Only 50% of ads shown globally during Olympic opening ceremony made digital reference
Only half of the advertisements shown globally during the Olympic opening ceremony made reference to the digital world, while three of the 11 sponsoring brands didn’t advertise at all, a study by A.T. Kearney found.
The study analysed primetime television advertising content during the 2012 Opening Ceremonies across six continents, capturing 246 television spots placed by 140 brands across eight countries.
The countries which were surveyed as part of the campaign were: India, Mumbai; UK, London; Russia, Moscow; Poland, Warsaw; USA, New York; Brazil, Sao Paulo; South Africa, Johannesburg; and Australia, Sydney.
Only the USA saw ads from all seven of its participating sponsors.
It was found that of the 50 per cent which did make a digital reference, four fifths of these just included a link to the brand’s website, while Visa Gold did include Facebook and Twitter references.
Jim Singer, study sponsor and a partner in A.T. Kearney’s Consumer and Retail Industries Practice, said: “For an event that was billed as the ‘Twitter Olympics,’ it was populated by a set of sponsors that rarely left the purview of conventional marketing and barely dipped into social media.
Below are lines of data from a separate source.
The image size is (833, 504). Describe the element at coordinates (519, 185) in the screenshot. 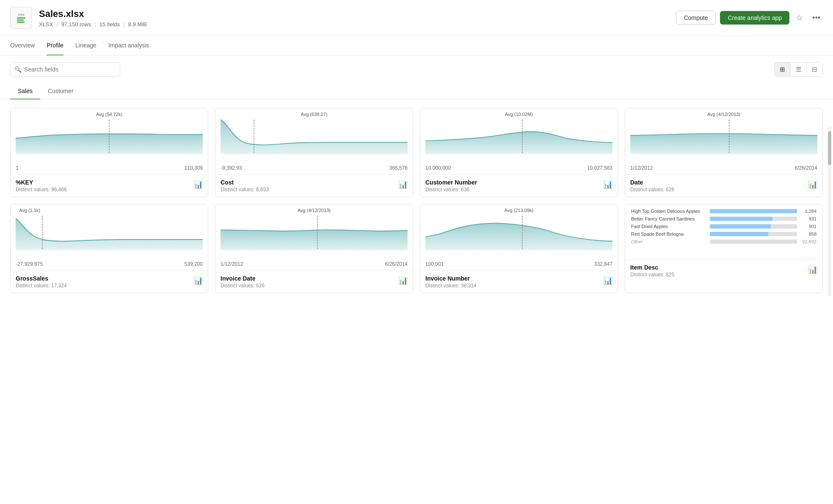

I see `info-customer-number: Customer Number Distinct values: 636 📊` at that location.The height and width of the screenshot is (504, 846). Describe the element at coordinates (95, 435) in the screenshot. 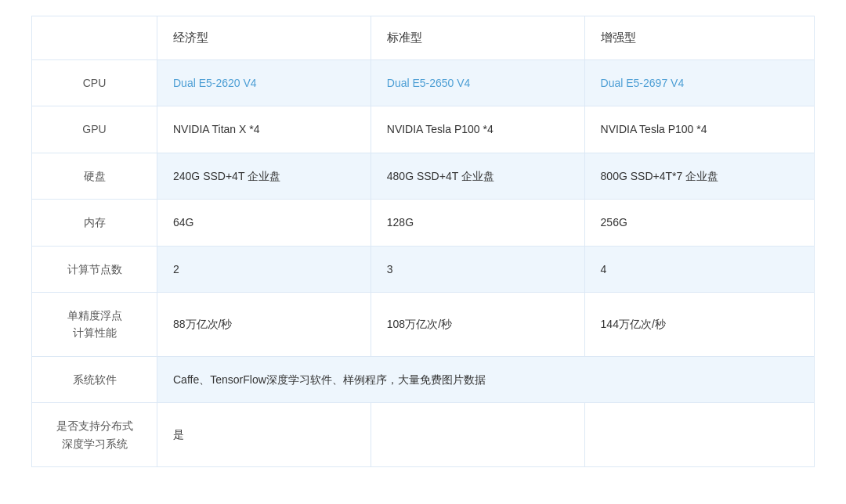

I see `row-label-distributed: 是否支持分布式深度学习系统` at that location.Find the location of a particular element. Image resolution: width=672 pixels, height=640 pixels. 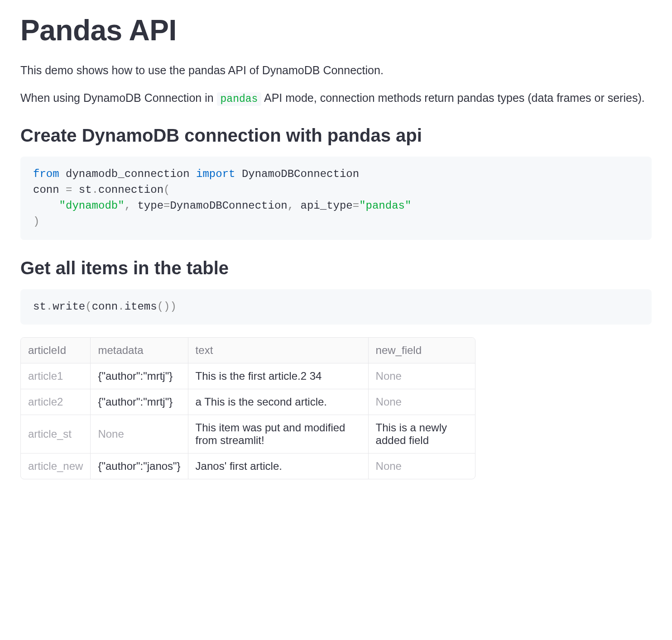

cell-metadata: None is located at coordinates (139, 435).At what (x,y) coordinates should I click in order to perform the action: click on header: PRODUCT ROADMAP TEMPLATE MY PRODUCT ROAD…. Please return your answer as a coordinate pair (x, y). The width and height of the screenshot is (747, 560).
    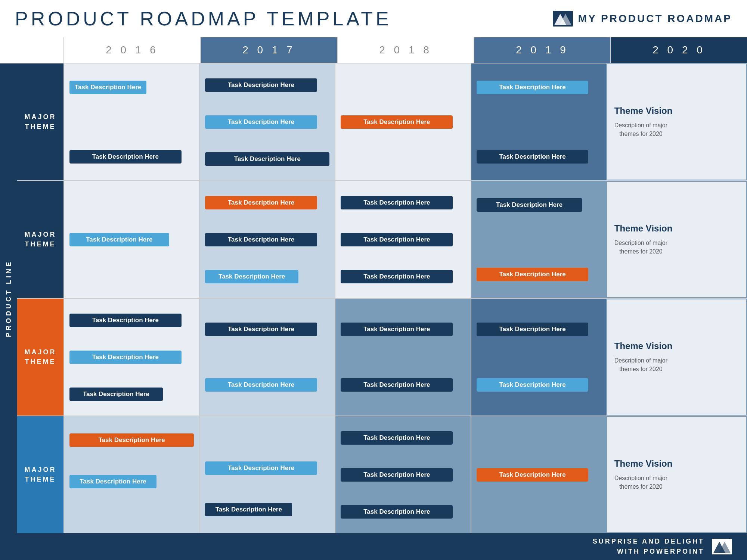
    Looking at the image, I should click on (374, 19).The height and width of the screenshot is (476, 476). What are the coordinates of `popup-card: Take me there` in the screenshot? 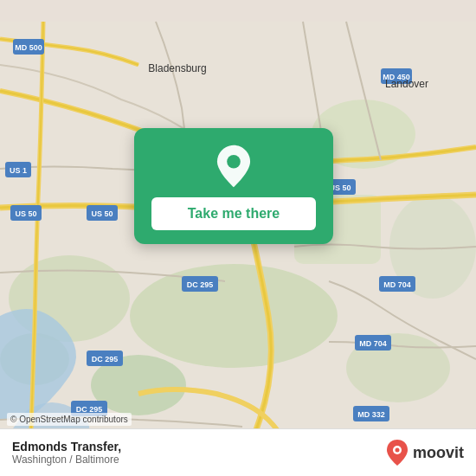 It's located at (234, 186).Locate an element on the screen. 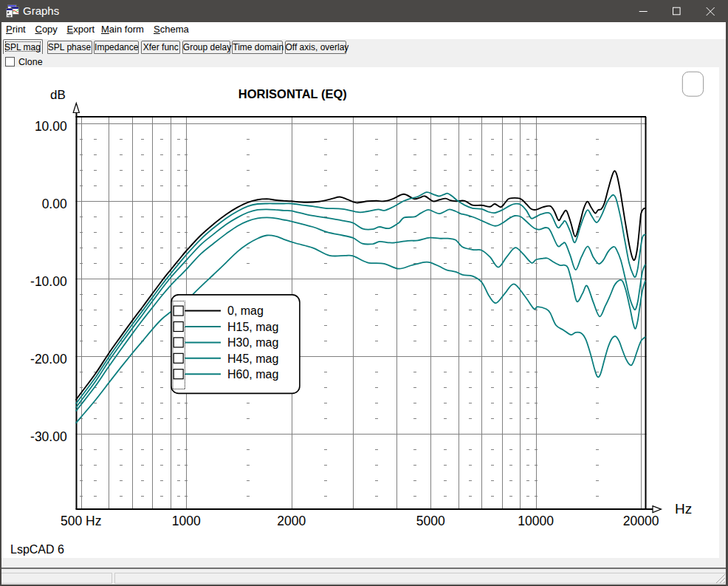 This screenshot has width=728, height=586. svg-text: 0.00 is located at coordinates (55, 204).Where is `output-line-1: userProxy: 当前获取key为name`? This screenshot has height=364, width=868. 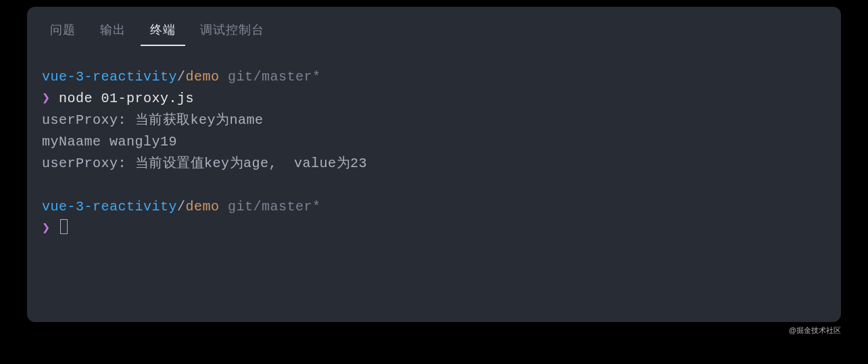 output-line-1: userProxy: 当前获取key为name is located at coordinates (434, 120).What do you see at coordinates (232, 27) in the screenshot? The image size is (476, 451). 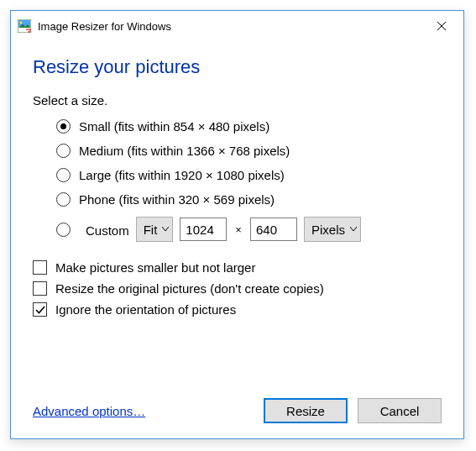 I see `window-title: Image Resizer for Windows` at bounding box center [232, 27]. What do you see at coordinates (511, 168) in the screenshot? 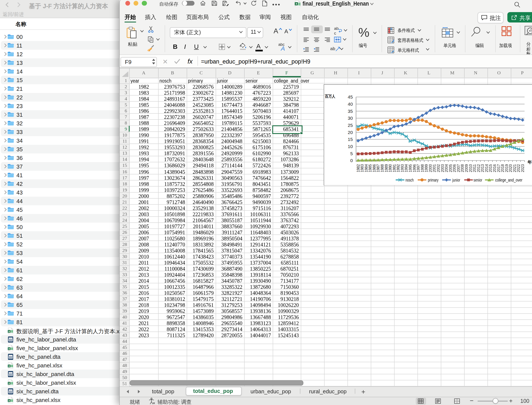
I see `svg-text: 2020` at bounding box center [511, 168]. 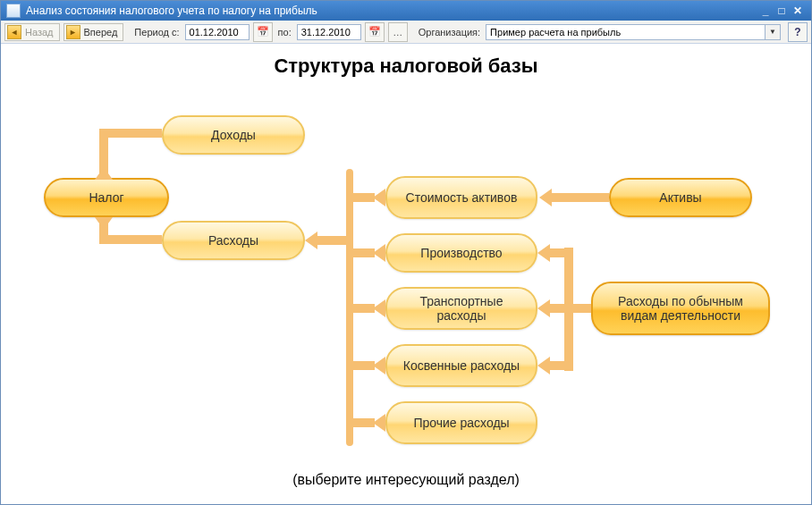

Advertising by these mega-brands seems to be sticking to an analogue go-to-market mind-set in an increasingly digital-community minded world.”
It was discovered that big-name sponsors Coca-Cola and McDonalds made almost no digital references – only the McDonald’s ad in Poland directed users towards a site featuring Olympic promotional merchandise, while only two Russian Coca-Cola ads made reference to the brand’s Olympic-themed website.